This Chocolate Packed Sourdough Loaf recipe from Elaine Boddy is made in collaboration with Montezuma's Luxury Chocolate! This fantastic Easter bake is packed full of Montezuma's chocolate, and baked with Matthews Cotswold Flour. Elaine is our awesome Sourdough Ambassador, and you can get more great advice from her (and join our Super Sourdoughers Club) in our Sourdough Section here

  • Baker: Elaine Boddy

  • Makes: 1 big loaf
  • Prep time: 30 minutes total

  • Bake time: 60-70 minutes

  • Flour used: Maizebite and Regenerative All Purpose White Flour
  • Equipment: A 10 or 12-cup Bundt pan, a large loaf tin, or a 20cm diameter cake tin.

This recipe could also be made with just the All Purpose Flour on its own, with all Plain Flour, a mix of any of our Strong Bread Flours with the Maizebite, or just a Strong Bread Flour. You can also try it with Eight Grain Flour and add Crunch too!
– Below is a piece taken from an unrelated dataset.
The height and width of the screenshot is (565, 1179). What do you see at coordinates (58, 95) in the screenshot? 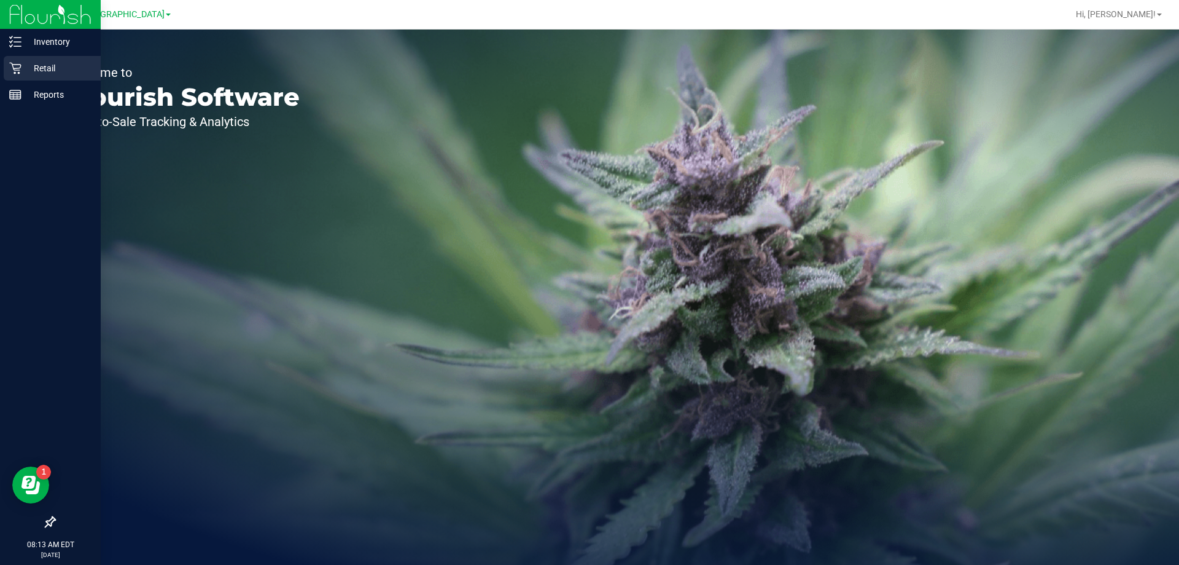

Chocolate Packed Sourdough Loaf Method:

  1. In the early evening, in a large mixing bowl, roughly mix together all the ingredients. Cover the bowl with a clean shower cap and leave the bowl on the counter.
  2. After 2 hours, give the dough another mix, it will be a sticky soft mix. Cover the bowl again and let it sit on the counter.
  3. After another hour, you may be able to perform a set of pulls and folds of sorts on the dough, or just turn it over on itself to ensure that it’s well mixed, covering the bowl again afterward.
  4. Leave the covered bowl on the counter overnight, typically 8 to 12 hours, it’s a slow heavy dough, assuming overnight temps of 18 to 20°C/64 to 68°F. Leave it longer if it’s cooler, or it may need less time if it’s warmer.
  5. In the morning, hopefully the dough will have grown to double in size. Have your Bundt pan ready, spraying it with a light layer of neutral oil, or greasing the inside with butter. Grabbing handfuls of dough, place half of it in a lumpy layer in the base of the pan. You will literally need to pick up handfuls of the dough and artfully ‘splodge’ it into the pan. Have no fear, the pan will give the loaf shape as it bakes.
  6. Spread an even single layer of the milk chocolate buttons over the layer of dough, and a layer of the white chocolate buttons - I used half a pack of each.
  7. Place the rest of the dough over the layer of buttons and push the mini eggs into the dough.
  8. Cover the pan with your same shower cap again and leave it on the counter to prove again, letting it grow to 75% up the side of the pan. This may take 2 to 4 hours, depending on the temperature of your kitchen. The dough will spread into the pan.
  9. When you are ready to bake, decide whether you would like to bake in a preheated oven or from a cold start. Place parchment paper, followed by a baking sheet, on the top of the upturned Bundt pan to serve as a lid. If preheating, set the oven to 160°C/325°F fan assisted/convection or 180°C/350°F non fan/conventional.
  10. If you preheated the oven, place the upturned Bundt pan, with the tray on top, into the oven to bake the loaf, keeping it covered for the whole baking time, for 60 to 65 minutes. If you are using a cold start, place the covered pan of dough in the oven, set the temperature as above and set a timer for 65 to 70 minutes, or until it is nicely browned.
  11. Remove the loaf from the oven, remove the baking sheet and paper, and turn it out onto a wire rack to cool briefly, place the chicks on the top, then serve - eat it warm so that the chocolate and the peanut butter filled eggs are soft and oozing and the crust is crunchy.
  12. The slices are also great over the following few days cold or heated briefly in the microwave.

Top Tip: To hold the baking sheet in place over the Bundt tin, I place ceramic baking beads in it.